Everything is everywhere; under the right conditions, microbial populations can develop and thrive even in seemingly inhospitable environments. This is the case with inactive hydrothermal vents on the seafloor. A multinational team is currently striving to precisely determine how much inorganic carbon can be bound in these conditions.
With its high pressure, darkness, and nutrient scarcity, the deep sea is hardly a welcoming environment. However, in the presence of heat and a large influx of energy-rich fluids, such as those found near active hydrothermal vents, a variety of fish, shellfish, and microbes can settle. What happens to these biotic communities when the source of hot fluids is depleted?
The chimneys build over time as seawater seeps through fractures in the Earth’s crust, warms there, and then dissolves and absorbs minerals on its journey back up to the ocean floor. This hot, mineral-rich, and frequently smoky water finds the most direct path through the Earth’s crust before colliding with cold, oxygen-rich water on the sea floor.
As a result, minerals precipitate and accumulate as chimneys. These hydrothermal vents are energy-rich chemosynthesis environments for microorganisms at the base of food webs. Depending on the location, chimneys at hydrothermal seeps may contain minerals such as copper, zinc, gold, and silver. As a result, there is an increasing interest in using inactive smokers in deep-sea mining operations.
Even forty years after the discovery of the first hydrothermal fields, we constantly learn new things about how these ecosystems work, particularly relating to the amount of CO2 bound up in inactive smokers, but also with regard to the volume of microbial life, its activity, and rates of production.
Dr. Florence Schubotz
When the flow of mineral-rich fluids dries up, the black smokers become inactive. Larger organisms migrate away to the next vent, but the microbial communities have ways adapt to the new conditions. “Even forty years after the discovery of the first hydrothermal fields, we constantly learn new things about how these ecosystems work,” says Dr. Florence Schubotz of MARUM — Center for Marine Environmental Sciences at the University of Bremen, “particularly relating to the amount of CO2 bound up in inactive smokers, but also with regard to the volume of microbial life, its activity, and rates of production.”
Determining how densely inactive smokers are colonized is the central focus of a research project in which Schubotz is working. The work involves sampling at the exact area where the first hydrothermal vents were discovered in the eastern Pacific around four decades ago. “The initial results indicate that even inactive smokers are important locations for microbial activity and the production of organic carbon on the sea floor.
We are only starting to comprehend how the carbon cycle works in the deep water. It is certain that carbon is fixed in such hotspots. “But,” Schubotz continued, “we do not yet understand these ecosystems well enough to estimate the magnitudes involved.” Large sections of the ocean floor have yet to be studied, and unknown hydrothermal systems await discovery.
Every spreading center at a plate boundary has the potential for colonization. The samples from the eastern Pacific will be a useful starting point because the scope of microbial communities in this area is already well understood. The international team examined and compared samples from active and inactive smokers.
The samples were collected during three missions between 2019 and 2021, in part with the assistance of the manned submersible research vehicle Alvin, from the East Pacific Rise (9 degrees north), an oceanic ridge at a Pacific plate boundary. Their goal is to gain a deeper understanding of the deep-sea ecology and the relationships between different creatures, as well as to compute metabolic rates from active to inactive systems for the first time. “Without this kind of data,” according to the study, “our understanding of the element cycles in the inactive-chimney ecosystem and their possible influence on the biochemistry of the deep sea remains incomplete.” The team highlights the importance of conducting such investigations before making any choices about deep-sea mining.
The biogeochemistry at the sea floor and the interactions of marine ecosystems with the environment are also one of the core research themes within the Cluster of Excellence ‘The Ocean Floor — Earth’s Uncharted Interface’.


No pictures go in the copy; everything else in the records below must be output exactly.
****
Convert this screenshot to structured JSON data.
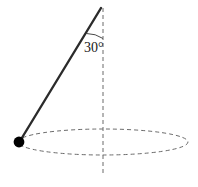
{
  "figure": {
    "name": "conical-pendulum-diagram",
    "background_color": "#ffffff",
    "width": 198,
    "height": 187,
    "angle_label": "30°",
    "colors": {
      "rod": "#2b2b2b",
      "bob": "#000000",
      "dashed": "#6b6b6b",
      "arc": "#4a4a4a",
      "text": "#1a1a1a"
    },
    "rod": {
      "label": "pendulum-rod",
      "x1": 101,
      "y1": 8,
      "x2": 20,
      "y2": 141,
      "stroke_width": 2.4
    },
    "bob": {
      "label": "pendulum-bob",
      "cx": 19,
      "cy": 142,
      "r": 5.4
    },
    "axis": {
      "label": "vertical-axis",
      "x": 103,
      "y_top": 8,
      "y_bottom": 176,
      "dash": "4 3"
    },
    "circle_path": {
      "label": "orbit-ellipse",
      "cx": 103,
      "cy": 142,
      "rx": 85,
      "ry": 13,
      "dash": "4 3"
    },
    "angle_arc": {
      "label": "angle-arc",
      "path": "M 86.5,33.5 A 30 30 0 0 1 103,38.5"
    },
    "angle_text_pos": {
      "x": 84,
      "y": 52
    }
  }
}
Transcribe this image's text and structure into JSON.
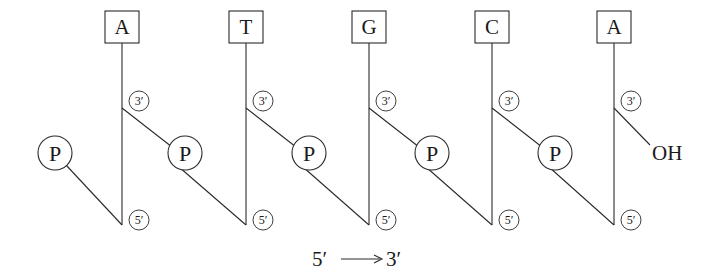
{
  "diagram": {
    "nucleotides": [
      {
        "base": "A",
        "x": 122
      },
      {
        "base": "T",
        "x": 246
      },
      {
        "base": "G",
        "x": 369
      },
      {
        "base": "C",
        "x": 492
      },
      {
        "base": "A",
        "x": 614
      }
    ],
    "phosphate_label": "P",
    "three_prime_label": "3′",
    "five_prime_label": "5′",
    "terminal_group": "OH",
    "direction": {
      "start": "5′",
      "end": "3′"
    }
  }
}
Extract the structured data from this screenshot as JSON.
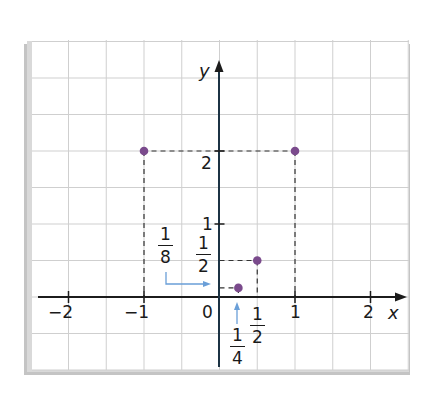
{
  "chart_data": {
    "type": "scatter",
    "title": "",
    "xlabel": "x",
    "ylabel": "y",
    "xlim": [
      -2.5,
      2.5
    ],
    "ylim": [
      -1,
      3
    ],
    "grid": true,
    "grid_step": 0.5,
    "x_ticks": [
      -2,
      -1,
      0,
      1,
      2
    ],
    "x_tick_labels": [
      "−2",
      "−1",
      "0",
      "1",
      "2"
    ],
    "y_ticks": [
      1,
      2
    ],
    "y_tick_labels": [
      "1",
      "2"
    ],
    "points": [
      {
        "x": -1,
        "y": 2
      },
      {
        "x": 1,
        "y": 2
      },
      {
        "x": 0.5,
        "y": 0.5
      },
      {
        "x": 0.25,
        "y": 0.125
      }
    ],
    "annotations": [
      {
        "text": "1/8",
        "num": "1",
        "den": "8",
        "points_to": "y = 1/8 on y-axis",
        "arrow": "blue"
      },
      {
        "text": "1/2",
        "num": "1",
        "den": "2",
        "position": "y = 1/2 on y-axis"
      },
      {
        "text": "1/4",
        "num": "1",
        "den": "4",
        "points_to": "x = 1/4 on x-axis",
        "arrow": "blue"
      },
      {
        "text": "1/2",
        "num": "1",
        "den": "2",
        "position": "x = 1/2 on x-axis"
      }
    ],
    "dashed_guides": true
  },
  "labels": {
    "x_axis": "x",
    "y_axis": "y",
    "origin": "0",
    "x_neg2": "−2",
    "x_neg1": "−1",
    "x_1": "1",
    "x_2": "2",
    "y_1": "1",
    "y_2": "2",
    "frac_eighth": {
      "num": "1",
      "den": "8"
    },
    "frac_half_y": {
      "num": "1",
      "den": "2"
    },
    "frac_quarter": {
      "num": "1",
      "den": "4"
    },
    "frac_half_x": {
      "num": "1",
      "den": "2"
    }
  },
  "colors": {
    "point": "#7a4a8c",
    "axis": "#1c3344",
    "grid": "#cfcfcf",
    "guide": "#333333",
    "arrow": "#6a9fd8",
    "shadow": "#bdbdbd"
  }
}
****
■ REPLY:
Convert this screenshot to structured JSON data.
{
  "figure": {
    "name": "conical-pendulum-diagram",
    "background_color": "#ffffff",
    "width": 198,
    "height": 187,
    "angle_label": "30°",
    "colors": {
      "rod": "#2b2b2b",
      "bob": "#000000",
      "dashed": "#6b6b6b",
      "arc": "#4a4a4a",
      "text": "#1a1a1a"
    },
    "rod": {
      "label": "pendulum-rod",
      "x1": 101,
      "y1": 8,
      "x2": 20,
      "y2": 141,
      "stroke_width": 2.4
    },
    "bob": {
      "label": "pendulum-bob",
      "cx": 19,
      "cy": 142,
      "r": 5.4
    },
    "axis": {
      "label": "vertical-axis",
      "x": 103,
      "y_top": 8,
      "y_bottom": 176,
      "dash": "4 3"
    },
    "circle_path": {
      "label": "orbit-ellipse",
      "cx": 103,
      "cy": 142,
      "rx": 85,
      "ry": 13,
      "dash": "4 3"
    },
    "angle_arc": {
      "label": "angle-arc",
      "path": "M 86.5,33.5 A 30 30 0 0 1 103,38.5"
    },
    "angle_text_pos": {
      "x": 84,
      "y": 52
    }
  }
}
Transcribe this image's text and structure into JSON.
{
  "diagram": {
    "nucleotides": [
      {
        "base": "A",
        "x": 122
      },
      {
        "base": "T",
        "x": 246
      },
      {
        "base": "G",
        "x": 369
      },
      {
        "base": "C",
        "x": 492
      },
      {
        "base": "A",
        "x": 614
      }
    ],
    "phosphate_label": "P",
    "three_prime_label": "3′",
    "five_prime_label": "5′",
    "terminal_group": "OH",
    "direction": {
      "start": "5′",
      "end": "3′"
    }
  }
}
Extract the structured data from this screenshot as JSON.
{
  "chart_data": {
    "type": "scatter",
    "title": "",
    "xlabel": "x",
    "ylabel": "y",
    "xlim": [
      -2.5,
      2.5
    ],
    "ylim": [
      -1,
      3
    ],
    "grid": true,
    "grid_step": 0.5,
    "x_ticks": [
      -2,
      -1,
      0,
      1,
      2
    ],
    "x_tick_labels": [
      "−2",
      "−1",
      "0",
      "1",
      "2"
    ],
    "y_ticks": [
      1,
      2
    ],
    "y_tick_labels": [
      "1",
      "2"
    ],
    "points": [
      {
        "x": -1,
        "y": 2
      },
      {
        "x": 1,
        "y": 2
      },
      {
        "x": 0.5,
        "y": 0.5
      },
      {
        "x": 0.25,
        "y": 0.125
      }
    ],
    "annotations": [
      {
        "text": "1/8",
        "num": "1",
        "den": "8",
        "points_to": "y = 1/8 on y-axis",
        "arrow": "blue"
      },
      {
        "text": "1/2",
        "num": "1",
        "den": "2",
        "position": "y = 1/2 on y-axis"
      },
      {
        "text": "1/4",
        "num": "1",
        "den": "4",
        "points_to": "x = 1/4 on x-axis",
        "arrow": "blue"
      },
      {
        "text": "1/2",
        "num": "1",
        "den": "2",
        "position": "x = 1/2 on x-axis"
      }
    ],
    "dashed_guides": true
  },
  "labels": {
    "x_axis": "x",
    "y_axis": "y",
    "origin": "0",
    "x_neg2": "−2",
    "x_neg1": "−1",
    "x_1": "1",
    "x_2": "2",
    "y_1": "1",
    "y_2": "2",
    "frac_eighth": {
      "num": "1",
      "den": "8"
    },
    "frac_half_y": {
      "num": "1",
      "den": "2"
    },
    "frac_quarter": {
      "num": "1",
      "den": "4"
    },
    "frac_half_x": {
      "num": "1",
      "den": "2"
    }
  },
  "colors": {
    "point": "#7a4a8c",
    "axis": "#1c3344",
    "grid": "#cfcfcf",
    "guide": "#333333",
    "arrow": "#6a9fd8",
    "shadow": "#bdbdbd"
  }
}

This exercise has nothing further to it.